There are situations where load lifters make sense on a backpack — and situations where they don't. On the Rushfaster Travel Backpack 36L, we chose not to include them. Here's why.
Why Load Lifters Work on Large Hiking Packs
Load lifters are a proven and genuinely valuable feature — on the right backpack. On large hiking packs, they play a critical role in managing heavy loads. Their effectiveness comes down to their position: they anchor above the shoulder line, creating an upward angle that pulls the top of the pack back toward the user’s centre of gravity. This reduces the torque created by weight sitting high and away from the body, relieving pressure on the shoulders.
Note: this mechanism depends entirely on one key condition: height and angle.
Why They Don't Work on Shorter Travel Bags
On shorter backpacks — where the top of the bag sits at or near shoulder level — the load lifter anchor point simply cannot achieve a meaningful upward angle. Rather than lifting and rebalancing the load, the straps can only draw the pack inward by a very small horizontal distance, typically just a few centimetres. In this configuration, the mechanical benefit is minimal. The straps may slightly refine fit or reduce minor movement, but they don't significantly improve load distribution or comfort.
The Rushfaster Travel Backpack 36L stands 54.5 cm tall. For most users, this means it won’t extend sufficiently above shoulder height to create an effective load-lifter angle. As a result, load lifters would provide minimal practical, real-world end-user benefit in this context.
Our Approach: Only What You Need, Nothing You Don’t
Rather than including a feature with marginal end-user benefit, we chose to remove it entirely. This reflects how we think about design — we’re guided by Essentialism.
- Less complexity: fewer straps, fewer adjustments, cleaner interaction
- Lower weight: every component must justify its presence
- More clarity: no features that suggest performance we don’t genuinely deliver
We don’t add features for the sake of it. Every strap, buckle, and adjustment has to justify its place — and load lifters on a one-bag, carry-on travel backpack simply didn’t.
To us, good design isn’t about stacking on every possible feature. It’s about refining the essentials — keeping what genuinely enhances the carry experience, and removing what doesn’t. It’s a careful balance of weight, access, security, and function.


PROMPT: Below are the records; repeat exactly their lines between the line holding "Image is 812x519 pixels." and the line holding "Image is 980x473 pixels.", inclusive, skipping the pictures.

[RECORDED DATA]

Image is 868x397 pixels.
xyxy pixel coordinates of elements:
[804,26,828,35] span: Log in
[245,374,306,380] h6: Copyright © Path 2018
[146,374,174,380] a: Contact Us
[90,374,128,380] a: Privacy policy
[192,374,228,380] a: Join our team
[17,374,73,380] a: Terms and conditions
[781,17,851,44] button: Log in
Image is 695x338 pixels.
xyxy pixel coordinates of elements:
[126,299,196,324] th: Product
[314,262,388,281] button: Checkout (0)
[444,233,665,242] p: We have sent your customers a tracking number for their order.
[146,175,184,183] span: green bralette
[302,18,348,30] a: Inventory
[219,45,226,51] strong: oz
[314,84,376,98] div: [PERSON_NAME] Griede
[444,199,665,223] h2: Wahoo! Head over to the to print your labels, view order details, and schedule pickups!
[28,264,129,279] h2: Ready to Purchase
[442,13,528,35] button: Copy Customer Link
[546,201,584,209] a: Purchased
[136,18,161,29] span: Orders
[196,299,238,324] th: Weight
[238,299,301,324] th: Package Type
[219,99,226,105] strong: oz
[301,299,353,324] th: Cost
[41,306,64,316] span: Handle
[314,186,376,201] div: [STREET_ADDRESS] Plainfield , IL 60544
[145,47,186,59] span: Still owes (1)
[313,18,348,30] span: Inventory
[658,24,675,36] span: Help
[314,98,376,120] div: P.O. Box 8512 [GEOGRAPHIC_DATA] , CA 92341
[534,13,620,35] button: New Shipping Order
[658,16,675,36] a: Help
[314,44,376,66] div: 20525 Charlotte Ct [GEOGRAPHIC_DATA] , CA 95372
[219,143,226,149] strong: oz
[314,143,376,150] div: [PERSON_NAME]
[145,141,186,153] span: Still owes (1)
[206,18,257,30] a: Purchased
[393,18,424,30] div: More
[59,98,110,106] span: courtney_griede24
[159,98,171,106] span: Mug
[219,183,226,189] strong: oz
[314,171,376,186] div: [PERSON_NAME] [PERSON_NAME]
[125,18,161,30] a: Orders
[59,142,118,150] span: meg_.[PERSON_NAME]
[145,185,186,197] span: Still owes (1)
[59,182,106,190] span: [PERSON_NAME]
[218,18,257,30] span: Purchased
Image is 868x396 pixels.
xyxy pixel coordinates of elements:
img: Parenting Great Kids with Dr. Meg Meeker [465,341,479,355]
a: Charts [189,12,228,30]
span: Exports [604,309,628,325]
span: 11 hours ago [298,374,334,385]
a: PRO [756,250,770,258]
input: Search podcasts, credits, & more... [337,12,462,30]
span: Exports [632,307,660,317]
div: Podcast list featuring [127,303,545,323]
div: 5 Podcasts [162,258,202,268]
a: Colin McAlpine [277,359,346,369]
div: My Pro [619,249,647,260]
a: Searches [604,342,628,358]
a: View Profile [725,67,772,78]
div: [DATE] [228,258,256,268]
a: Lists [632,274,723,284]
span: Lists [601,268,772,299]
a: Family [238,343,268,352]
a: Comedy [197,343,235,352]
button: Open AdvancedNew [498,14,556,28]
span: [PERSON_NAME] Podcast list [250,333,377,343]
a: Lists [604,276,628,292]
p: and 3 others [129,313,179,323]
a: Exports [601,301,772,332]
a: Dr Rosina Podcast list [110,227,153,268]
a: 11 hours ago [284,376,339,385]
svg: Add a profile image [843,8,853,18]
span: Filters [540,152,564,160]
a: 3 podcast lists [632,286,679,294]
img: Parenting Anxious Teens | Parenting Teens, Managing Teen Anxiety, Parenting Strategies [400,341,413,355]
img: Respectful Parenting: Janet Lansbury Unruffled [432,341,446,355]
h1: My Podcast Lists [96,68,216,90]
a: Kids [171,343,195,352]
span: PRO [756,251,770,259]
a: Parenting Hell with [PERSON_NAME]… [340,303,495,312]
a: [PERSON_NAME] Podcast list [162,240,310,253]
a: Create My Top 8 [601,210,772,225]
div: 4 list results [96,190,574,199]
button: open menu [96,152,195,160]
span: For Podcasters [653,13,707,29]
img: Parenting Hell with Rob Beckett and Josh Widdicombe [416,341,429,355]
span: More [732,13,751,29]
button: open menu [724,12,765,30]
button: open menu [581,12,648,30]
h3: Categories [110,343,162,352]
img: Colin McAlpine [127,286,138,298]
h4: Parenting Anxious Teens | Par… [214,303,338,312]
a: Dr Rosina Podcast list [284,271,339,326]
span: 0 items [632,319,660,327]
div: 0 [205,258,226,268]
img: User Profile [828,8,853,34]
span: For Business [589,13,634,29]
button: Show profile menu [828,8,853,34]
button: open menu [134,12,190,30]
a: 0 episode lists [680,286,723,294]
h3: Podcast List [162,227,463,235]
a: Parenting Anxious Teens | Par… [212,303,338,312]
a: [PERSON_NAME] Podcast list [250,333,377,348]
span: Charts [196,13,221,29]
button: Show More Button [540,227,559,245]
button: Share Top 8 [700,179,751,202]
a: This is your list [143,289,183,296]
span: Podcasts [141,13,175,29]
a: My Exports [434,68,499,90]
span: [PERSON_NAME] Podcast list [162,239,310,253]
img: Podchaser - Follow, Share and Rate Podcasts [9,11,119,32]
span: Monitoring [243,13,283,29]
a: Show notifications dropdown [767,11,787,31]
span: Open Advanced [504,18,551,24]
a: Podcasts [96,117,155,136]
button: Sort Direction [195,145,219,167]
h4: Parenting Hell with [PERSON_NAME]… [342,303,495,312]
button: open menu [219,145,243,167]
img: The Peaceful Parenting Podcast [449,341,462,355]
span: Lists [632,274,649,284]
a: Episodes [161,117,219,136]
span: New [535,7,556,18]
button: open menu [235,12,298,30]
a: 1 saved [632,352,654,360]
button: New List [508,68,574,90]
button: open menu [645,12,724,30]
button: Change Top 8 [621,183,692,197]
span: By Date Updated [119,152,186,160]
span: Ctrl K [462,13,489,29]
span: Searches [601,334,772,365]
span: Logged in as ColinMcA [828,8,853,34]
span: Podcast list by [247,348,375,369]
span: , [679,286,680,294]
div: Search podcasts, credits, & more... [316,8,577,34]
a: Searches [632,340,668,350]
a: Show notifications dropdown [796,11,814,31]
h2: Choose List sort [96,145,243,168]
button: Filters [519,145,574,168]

[/RECORDED DATA]
[RECORDED DATA]

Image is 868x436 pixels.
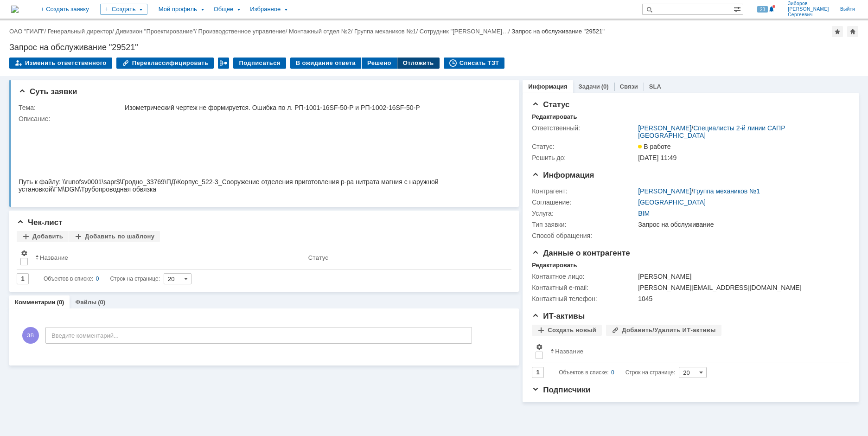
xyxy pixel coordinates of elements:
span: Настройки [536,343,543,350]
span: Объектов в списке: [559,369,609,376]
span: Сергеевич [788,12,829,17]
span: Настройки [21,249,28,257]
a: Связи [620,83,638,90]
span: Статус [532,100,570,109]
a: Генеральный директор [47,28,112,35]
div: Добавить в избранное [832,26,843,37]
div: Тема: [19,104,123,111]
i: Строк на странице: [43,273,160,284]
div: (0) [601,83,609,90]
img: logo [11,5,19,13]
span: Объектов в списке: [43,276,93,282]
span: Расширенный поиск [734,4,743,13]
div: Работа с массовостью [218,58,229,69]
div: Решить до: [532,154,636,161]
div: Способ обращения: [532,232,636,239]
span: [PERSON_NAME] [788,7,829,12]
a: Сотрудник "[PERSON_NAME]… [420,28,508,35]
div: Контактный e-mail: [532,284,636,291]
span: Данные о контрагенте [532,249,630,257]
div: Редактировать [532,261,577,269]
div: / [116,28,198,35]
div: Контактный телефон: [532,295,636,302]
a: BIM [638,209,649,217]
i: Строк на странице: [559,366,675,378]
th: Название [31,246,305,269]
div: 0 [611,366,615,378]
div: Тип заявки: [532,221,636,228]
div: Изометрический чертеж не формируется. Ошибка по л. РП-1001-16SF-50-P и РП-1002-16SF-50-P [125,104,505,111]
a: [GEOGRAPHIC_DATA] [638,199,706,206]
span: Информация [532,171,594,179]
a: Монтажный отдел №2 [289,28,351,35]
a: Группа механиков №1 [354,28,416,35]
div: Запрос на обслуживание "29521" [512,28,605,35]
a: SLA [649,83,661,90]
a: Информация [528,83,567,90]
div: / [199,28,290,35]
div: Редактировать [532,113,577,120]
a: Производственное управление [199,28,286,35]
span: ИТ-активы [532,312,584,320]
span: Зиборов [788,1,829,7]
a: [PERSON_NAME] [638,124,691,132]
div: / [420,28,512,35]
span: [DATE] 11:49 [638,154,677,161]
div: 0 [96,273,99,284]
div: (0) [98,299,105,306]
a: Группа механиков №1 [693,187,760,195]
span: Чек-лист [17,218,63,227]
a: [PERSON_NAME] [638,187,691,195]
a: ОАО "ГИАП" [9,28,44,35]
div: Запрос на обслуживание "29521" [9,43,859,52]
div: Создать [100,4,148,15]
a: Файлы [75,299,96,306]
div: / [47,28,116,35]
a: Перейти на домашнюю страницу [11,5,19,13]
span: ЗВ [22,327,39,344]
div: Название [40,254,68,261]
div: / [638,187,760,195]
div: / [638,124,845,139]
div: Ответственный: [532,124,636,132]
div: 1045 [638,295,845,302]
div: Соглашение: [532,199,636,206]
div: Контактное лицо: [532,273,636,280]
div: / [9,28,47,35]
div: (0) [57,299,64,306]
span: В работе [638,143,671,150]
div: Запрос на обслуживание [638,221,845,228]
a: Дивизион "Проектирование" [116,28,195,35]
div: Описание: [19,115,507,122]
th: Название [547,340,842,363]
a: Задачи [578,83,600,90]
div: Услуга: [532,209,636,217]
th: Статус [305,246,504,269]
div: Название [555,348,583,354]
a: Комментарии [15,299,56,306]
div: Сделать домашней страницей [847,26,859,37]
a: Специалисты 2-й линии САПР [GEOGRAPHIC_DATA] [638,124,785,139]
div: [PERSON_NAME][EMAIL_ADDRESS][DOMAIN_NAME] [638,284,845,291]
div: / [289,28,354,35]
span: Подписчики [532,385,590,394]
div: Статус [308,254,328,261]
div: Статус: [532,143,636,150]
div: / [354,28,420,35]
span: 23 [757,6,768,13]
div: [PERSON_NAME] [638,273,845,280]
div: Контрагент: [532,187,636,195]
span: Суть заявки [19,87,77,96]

[/RECORDED DATA]
[RECORDED DATA]

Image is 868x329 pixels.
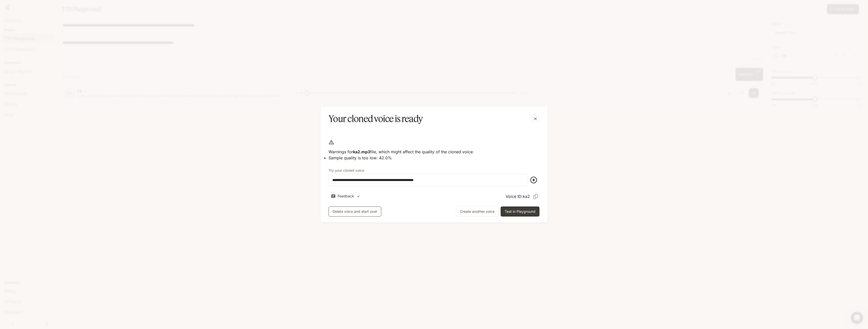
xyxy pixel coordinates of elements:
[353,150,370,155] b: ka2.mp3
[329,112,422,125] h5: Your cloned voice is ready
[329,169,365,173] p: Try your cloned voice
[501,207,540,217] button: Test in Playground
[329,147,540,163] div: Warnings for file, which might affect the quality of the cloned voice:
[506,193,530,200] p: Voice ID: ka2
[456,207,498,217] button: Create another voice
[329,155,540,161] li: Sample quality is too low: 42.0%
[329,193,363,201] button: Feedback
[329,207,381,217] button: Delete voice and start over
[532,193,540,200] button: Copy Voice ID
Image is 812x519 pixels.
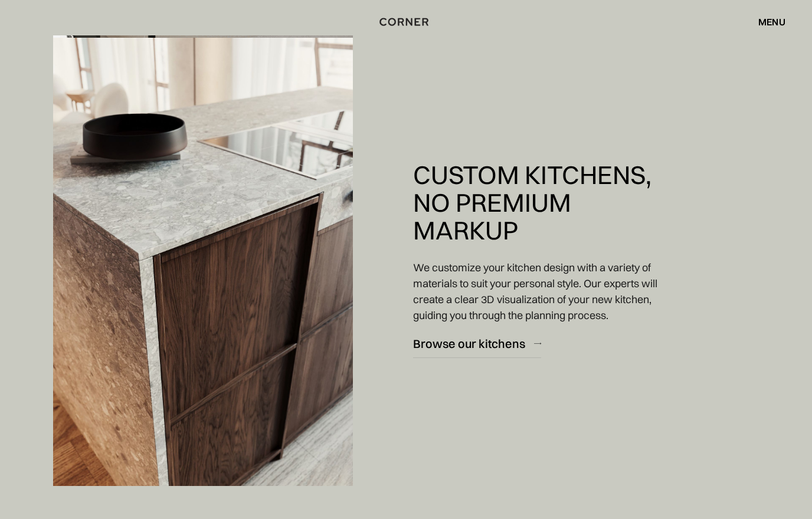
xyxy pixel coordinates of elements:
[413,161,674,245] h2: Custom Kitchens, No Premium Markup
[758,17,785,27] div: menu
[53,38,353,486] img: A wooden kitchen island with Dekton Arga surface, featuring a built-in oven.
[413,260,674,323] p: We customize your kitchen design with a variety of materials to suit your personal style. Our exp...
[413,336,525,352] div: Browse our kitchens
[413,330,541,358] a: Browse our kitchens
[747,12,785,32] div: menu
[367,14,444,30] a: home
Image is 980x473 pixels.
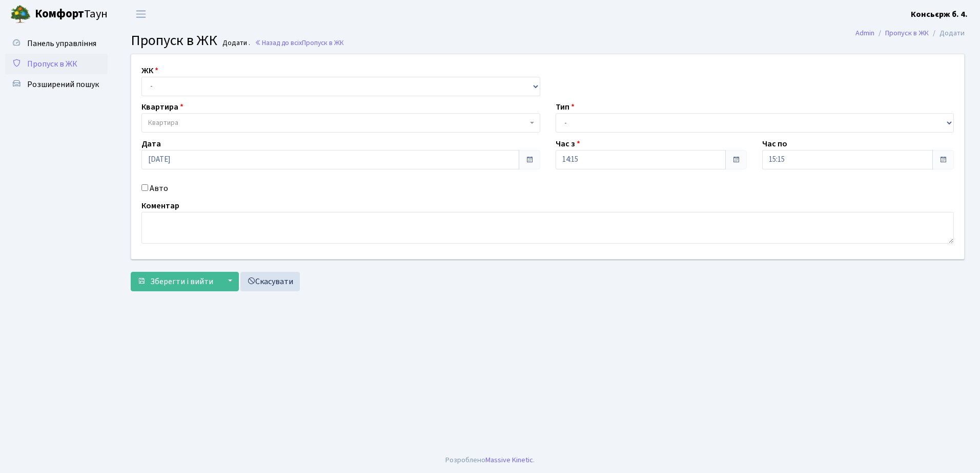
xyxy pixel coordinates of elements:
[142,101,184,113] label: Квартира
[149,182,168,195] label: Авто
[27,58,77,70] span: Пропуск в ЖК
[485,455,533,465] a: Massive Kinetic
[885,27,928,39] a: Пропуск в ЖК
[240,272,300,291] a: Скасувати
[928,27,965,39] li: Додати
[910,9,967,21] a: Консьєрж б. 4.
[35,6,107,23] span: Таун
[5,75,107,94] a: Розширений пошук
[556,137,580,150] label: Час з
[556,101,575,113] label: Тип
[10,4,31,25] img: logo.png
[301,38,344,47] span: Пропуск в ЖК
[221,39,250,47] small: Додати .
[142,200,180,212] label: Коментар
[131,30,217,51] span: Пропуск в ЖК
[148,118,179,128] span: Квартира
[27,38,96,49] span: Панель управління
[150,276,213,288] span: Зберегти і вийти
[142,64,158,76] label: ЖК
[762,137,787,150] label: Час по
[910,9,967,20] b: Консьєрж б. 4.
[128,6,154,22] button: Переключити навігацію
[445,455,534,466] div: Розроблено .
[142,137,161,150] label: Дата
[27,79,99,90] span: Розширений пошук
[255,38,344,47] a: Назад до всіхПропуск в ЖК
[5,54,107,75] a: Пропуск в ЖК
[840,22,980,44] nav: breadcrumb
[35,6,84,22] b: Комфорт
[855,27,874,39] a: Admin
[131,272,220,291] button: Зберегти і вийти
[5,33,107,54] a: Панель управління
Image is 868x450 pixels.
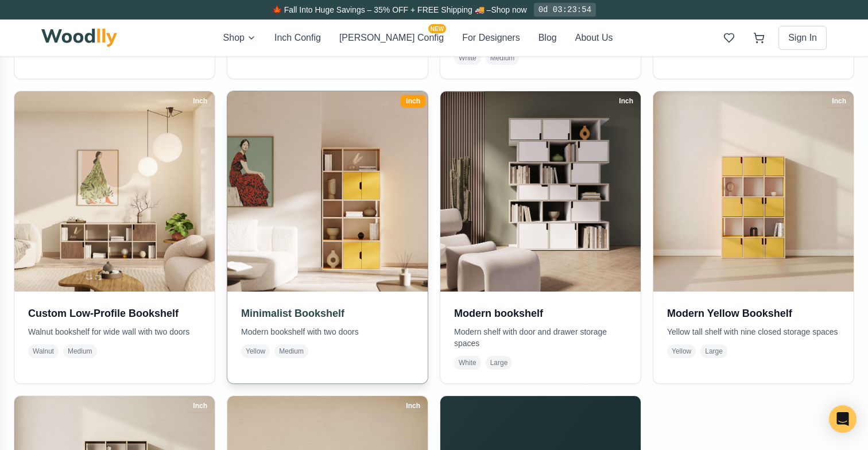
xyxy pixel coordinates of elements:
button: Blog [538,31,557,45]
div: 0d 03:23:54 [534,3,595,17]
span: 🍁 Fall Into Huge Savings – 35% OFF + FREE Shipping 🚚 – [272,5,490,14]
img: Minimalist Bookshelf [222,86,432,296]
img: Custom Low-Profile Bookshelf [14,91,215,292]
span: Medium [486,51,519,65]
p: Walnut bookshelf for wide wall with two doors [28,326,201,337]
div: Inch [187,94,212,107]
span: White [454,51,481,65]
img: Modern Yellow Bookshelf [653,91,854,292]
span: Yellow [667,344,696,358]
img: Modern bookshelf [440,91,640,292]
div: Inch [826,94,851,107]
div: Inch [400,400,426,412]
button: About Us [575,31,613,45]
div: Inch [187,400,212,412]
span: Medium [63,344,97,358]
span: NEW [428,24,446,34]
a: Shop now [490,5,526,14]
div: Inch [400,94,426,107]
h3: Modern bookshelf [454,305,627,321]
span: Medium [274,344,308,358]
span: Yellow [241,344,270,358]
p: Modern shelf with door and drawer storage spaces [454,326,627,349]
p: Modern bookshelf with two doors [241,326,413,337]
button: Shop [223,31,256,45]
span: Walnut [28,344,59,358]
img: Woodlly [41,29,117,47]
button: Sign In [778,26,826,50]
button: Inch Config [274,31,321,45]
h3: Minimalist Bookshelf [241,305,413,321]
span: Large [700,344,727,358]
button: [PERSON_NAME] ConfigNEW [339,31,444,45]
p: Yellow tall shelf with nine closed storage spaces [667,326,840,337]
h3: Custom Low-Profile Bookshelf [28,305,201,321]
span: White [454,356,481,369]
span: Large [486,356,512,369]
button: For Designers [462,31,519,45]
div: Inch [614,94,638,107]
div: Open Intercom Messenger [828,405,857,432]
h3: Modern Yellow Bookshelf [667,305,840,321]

[/RECORDED DATA]

RESPONSE BELOW:
Image is 812x519 pixels.
xyxy pixel coordinates of elements:
[413,161,674,245] h2: Custom Kitchens, No Premium Markup
[758,17,785,27] div: menu
[53,38,353,486] img: A wooden kitchen island with Dekton Arga surface, featuring a built-in oven.
[413,260,674,323] p: We customize your kitchen design with a variety of materials to suit your personal style. Our exp...
[413,336,525,352] div: Browse our kitchens
[413,330,541,358] a: Browse our kitchens
[747,12,785,32] div: menu
[367,14,444,30] a: home
Image is 980x473 pixels.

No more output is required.